Impact
In the Linux kernel, a flaw in the Cryptographic Coprocessor (CCP) driver permits the kernel to copy data from firmware to userspace even after the firmware reports a failure caused by an invalid length. Because the userspace buffer is smaller than the size required by the firmware, the kernel uses the firmware‑defined size for the copy, overflowing the kernel‑allocated buffer and leaking kernel memory to the caller. This data disclosure corresponds to CWE‑805, "Buffer Access Using Size of Incorrect Type", and involves only an out‑of‑bounds read.
Affected Systems
Affected systems include Linux kernel versions 7.1 rc1 and rc2, and any kernel that contains the CCP driver and exposes the /dev/sev ioctl interface. No specific stable release versions are listed, so any system that installs the sev‑dev module and allows local use of /dev/sev may be vulnerable.
Risk and Exploitability
Exploitation requires a process with permission to issue ioctl requests to the sev driver. The attacker triggers a firmware command that fails because the user buffer is too small; the kernel then copies the firmware‑required size into the user buffer, performing an out‑of‑bounds read. A local attacker who can craft such ioctl calls can read kernel memory. The EPSS score is <1%, the vulnerability is not listed in CISA KEV, and the exploitability depends on local privilege and driver exposure.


§ **What to produce**: Scan the entries for the word "vertical". Every line that has it should be copied.

§ **Records for the task**:
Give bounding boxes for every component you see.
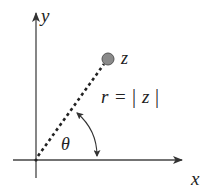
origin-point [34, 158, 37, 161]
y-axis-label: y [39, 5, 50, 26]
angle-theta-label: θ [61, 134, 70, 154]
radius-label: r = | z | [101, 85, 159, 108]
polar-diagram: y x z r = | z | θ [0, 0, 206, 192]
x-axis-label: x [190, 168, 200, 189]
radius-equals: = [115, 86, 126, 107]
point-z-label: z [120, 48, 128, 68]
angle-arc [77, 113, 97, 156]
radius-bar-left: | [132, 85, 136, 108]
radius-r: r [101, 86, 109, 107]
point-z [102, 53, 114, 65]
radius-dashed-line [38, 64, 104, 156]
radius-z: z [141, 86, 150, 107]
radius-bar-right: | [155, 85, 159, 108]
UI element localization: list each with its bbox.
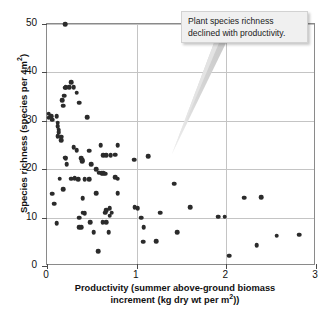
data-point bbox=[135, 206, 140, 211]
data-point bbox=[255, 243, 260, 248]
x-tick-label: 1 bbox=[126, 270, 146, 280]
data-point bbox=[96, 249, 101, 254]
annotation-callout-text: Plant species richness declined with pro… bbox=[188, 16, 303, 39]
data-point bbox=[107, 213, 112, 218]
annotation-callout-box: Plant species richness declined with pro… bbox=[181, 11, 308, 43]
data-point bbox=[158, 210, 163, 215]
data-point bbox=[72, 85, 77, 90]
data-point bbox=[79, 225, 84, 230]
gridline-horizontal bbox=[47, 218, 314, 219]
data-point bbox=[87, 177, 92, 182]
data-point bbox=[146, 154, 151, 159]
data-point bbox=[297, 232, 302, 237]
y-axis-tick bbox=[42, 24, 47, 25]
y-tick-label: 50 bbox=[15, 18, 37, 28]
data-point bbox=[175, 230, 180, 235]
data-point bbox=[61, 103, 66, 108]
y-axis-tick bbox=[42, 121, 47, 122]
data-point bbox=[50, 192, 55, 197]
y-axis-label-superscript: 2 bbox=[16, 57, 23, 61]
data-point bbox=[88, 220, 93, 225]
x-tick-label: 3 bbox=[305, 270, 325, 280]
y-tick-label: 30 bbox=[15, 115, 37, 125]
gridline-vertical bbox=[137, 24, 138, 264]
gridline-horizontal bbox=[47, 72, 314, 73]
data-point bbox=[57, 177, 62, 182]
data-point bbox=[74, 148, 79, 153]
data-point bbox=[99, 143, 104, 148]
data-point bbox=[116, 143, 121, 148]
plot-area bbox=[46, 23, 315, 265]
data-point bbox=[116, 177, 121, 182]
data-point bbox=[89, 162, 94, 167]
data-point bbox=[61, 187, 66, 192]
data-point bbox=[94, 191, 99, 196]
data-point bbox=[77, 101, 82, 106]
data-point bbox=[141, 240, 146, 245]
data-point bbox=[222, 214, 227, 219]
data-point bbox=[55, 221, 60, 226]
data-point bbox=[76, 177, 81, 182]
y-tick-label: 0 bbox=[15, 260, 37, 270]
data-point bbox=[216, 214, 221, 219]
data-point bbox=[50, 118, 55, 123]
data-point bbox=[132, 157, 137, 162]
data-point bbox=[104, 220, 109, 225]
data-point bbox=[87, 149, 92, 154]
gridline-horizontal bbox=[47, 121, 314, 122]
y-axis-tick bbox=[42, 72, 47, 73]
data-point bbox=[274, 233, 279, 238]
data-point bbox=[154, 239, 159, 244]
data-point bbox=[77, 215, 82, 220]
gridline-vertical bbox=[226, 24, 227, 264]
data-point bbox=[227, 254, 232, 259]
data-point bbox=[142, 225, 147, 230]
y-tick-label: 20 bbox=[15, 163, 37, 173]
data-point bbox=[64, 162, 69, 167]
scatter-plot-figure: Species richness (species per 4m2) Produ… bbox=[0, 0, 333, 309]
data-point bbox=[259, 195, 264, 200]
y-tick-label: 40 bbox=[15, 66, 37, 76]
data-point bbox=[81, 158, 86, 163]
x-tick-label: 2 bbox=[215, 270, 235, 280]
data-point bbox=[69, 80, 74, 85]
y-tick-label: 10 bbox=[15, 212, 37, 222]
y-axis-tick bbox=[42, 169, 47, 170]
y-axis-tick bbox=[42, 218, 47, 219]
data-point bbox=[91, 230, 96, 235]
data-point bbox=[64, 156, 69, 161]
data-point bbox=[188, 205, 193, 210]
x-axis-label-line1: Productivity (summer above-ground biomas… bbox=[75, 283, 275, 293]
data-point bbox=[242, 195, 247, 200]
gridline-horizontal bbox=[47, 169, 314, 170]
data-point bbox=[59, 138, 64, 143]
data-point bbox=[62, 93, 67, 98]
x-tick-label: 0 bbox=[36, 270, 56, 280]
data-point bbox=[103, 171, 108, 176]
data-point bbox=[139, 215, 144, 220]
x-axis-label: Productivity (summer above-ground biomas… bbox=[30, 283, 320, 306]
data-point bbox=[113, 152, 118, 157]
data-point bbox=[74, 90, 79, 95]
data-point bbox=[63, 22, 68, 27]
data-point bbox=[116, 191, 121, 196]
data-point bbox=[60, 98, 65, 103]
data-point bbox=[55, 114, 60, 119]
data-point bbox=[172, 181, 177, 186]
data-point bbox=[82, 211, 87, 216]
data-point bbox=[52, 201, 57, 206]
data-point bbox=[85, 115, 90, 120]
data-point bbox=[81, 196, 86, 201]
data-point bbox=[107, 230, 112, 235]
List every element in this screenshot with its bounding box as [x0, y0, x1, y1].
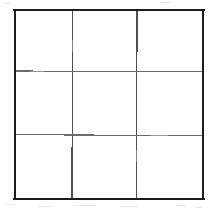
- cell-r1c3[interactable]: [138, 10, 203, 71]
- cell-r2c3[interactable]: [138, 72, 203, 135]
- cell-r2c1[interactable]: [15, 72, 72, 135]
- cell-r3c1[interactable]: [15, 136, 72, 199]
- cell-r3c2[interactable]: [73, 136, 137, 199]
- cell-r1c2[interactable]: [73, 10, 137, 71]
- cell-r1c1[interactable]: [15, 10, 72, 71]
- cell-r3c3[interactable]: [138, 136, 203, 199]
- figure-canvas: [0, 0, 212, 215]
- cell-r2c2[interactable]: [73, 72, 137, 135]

§ **Solution for this exercise**:
gridline-vertical bbox=[137, 24, 138, 264]
gridline-vertical bbox=[226, 24, 227, 264]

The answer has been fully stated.